Despite these restrictions, Alex Abdo, staff attorney with the American Civil Liberties Union's National Security Project, said in a statement that the rules represent "a victory for transparency and a critical step toward reining in excessive government surveillance."

"Fuzzing the numbers into ranges of a thousand--and even worse, lumping all of the different types of surveillance orders into a single number--serves no national security purpose while making it impossible to effectively evaluate how those powers are being used."

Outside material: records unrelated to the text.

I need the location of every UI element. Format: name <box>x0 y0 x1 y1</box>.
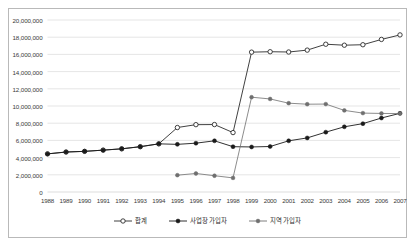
y-tick-label: 6,000,000 <box>0 137 43 144</box>
y-tick-label: 14,000,000 <box>0 68 43 75</box>
y-tick-label: 12,000,000 <box>0 85 43 92</box>
y-tick-label: 8,000,000 <box>0 120 43 127</box>
chart-figure: 02,000,0004,000,0006,000,0008,000,00010,… <box>0 0 415 246</box>
x-tick-label: 2003 <box>319 197 332 204</box>
data-point-filled-circle <box>176 219 180 223</box>
x-tick-label: 1988 <box>41 197 54 204</box>
x-tick-label: 1992 <box>115 197 128 204</box>
legend-item[interactable]: 합계 <box>114 216 147 225</box>
legend-marker-open-circle <box>114 217 132 225</box>
legend-marker-gray-circle <box>249 217 267 225</box>
x-tick-label: 2000 <box>264 197 277 204</box>
x-tick-label: 2001 <box>282 197 295 204</box>
x-tick-label: 1989 <box>60 197 73 204</box>
legend-label: 사업장 가입자 <box>190 216 227 225</box>
data-point-open-circle <box>121 218 125 222</box>
y-tick-label: 2,000,000 <box>0 171 43 178</box>
legend-marker-filled-circle <box>169 217 187 225</box>
y-tick-label: 4,000,000 <box>0 154 43 161</box>
x-tick-label: 1996 <box>189 197 202 204</box>
legend-item[interactable]: 지역 가입자 <box>249 216 301 225</box>
y-tick-label: 18,000,000 <box>0 34 43 41</box>
legend-item[interactable]: 사업장 가입자 <box>169 216 227 225</box>
x-tick-label: 1995 <box>171 197 184 204</box>
y-tick-label: 10,000,000 <box>0 103 43 110</box>
y-tick-label: 20,000,000 <box>0 17 43 24</box>
legend-label: 합계 <box>135 216 147 225</box>
y-tick-label: 16,000,000 <box>0 51 43 58</box>
x-tick-label: 2005 <box>356 197 369 204</box>
x-tick-label: 2006 <box>375 197 388 204</box>
x-tick-label: 1991 <box>97 197 110 204</box>
x-tick-label: 1997 <box>208 197 221 204</box>
x-tick-label: 1998 <box>227 197 240 204</box>
x-tick-label: 1993 <box>134 197 147 204</box>
y-tick-label: 0 <box>0 189 43 196</box>
x-tick-label: 2004 <box>338 197 351 204</box>
x-tick-label: 1994 <box>152 197 165 204</box>
data-point-gray-circle <box>256 219 260 223</box>
legend-label: 지역 가입자 <box>270 216 301 225</box>
x-tick-label: 2002 <box>301 197 314 204</box>
chart-legend: 합계사업장 가입자지역 가입자 <box>0 216 415 225</box>
x-tick-label: 2007 <box>394 197 407 204</box>
x-tick-label: 1990 <box>78 197 91 204</box>
x-tick-label: 1999 <box>245 197 258 204</box>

--Kevin Bankston, New America Foundation's Open Technology Institute
"Companies must be allowed to report basic information about what they're giving the government so that Americans can decide for themselves whether the NSA's spying has gone too far. It is commendable that the companies pressed the government for more openness, but even more is needed," Abdo added. "Congress should require the government to publish basic information about the full extent of its surveillance, including the significant amount of spying that happens without the tech companies' involvement."

The Center for Democracy & Technology also said that the new rules "should be a temporary step on the road to more meaningful reform."

Kevin Bankston, the Policy Director of New America Foundation's Open Technology Institute, welcomed the ruling as a good step as well, but stressed that it "falls far short of the level of transparency that an unprecedented coalition of Internet companies, privacy advocates and civil liberties organizations called for this summer."

"As that coalition made clear in July, meaningful transparency means giving companies the ability to publish the specific number of requests they receive for specific types of data under specific legal authorities. Fuzzing the numbers into ranges of a thousand--and even worse, lumping all of the different types of surveillance orders into a single number--serves no national security purpose while making it impossible to effectively evaluate how those powers are being used."

"Asking the public and policymakers to try and judge the appropriateness of the government's surveillance practices based on a single, combined, rounded number is like asking a doctor to diagnose a patient's shadow: only the grossest and most obvious problem, if even that, will be ever be evident," Bankston stated.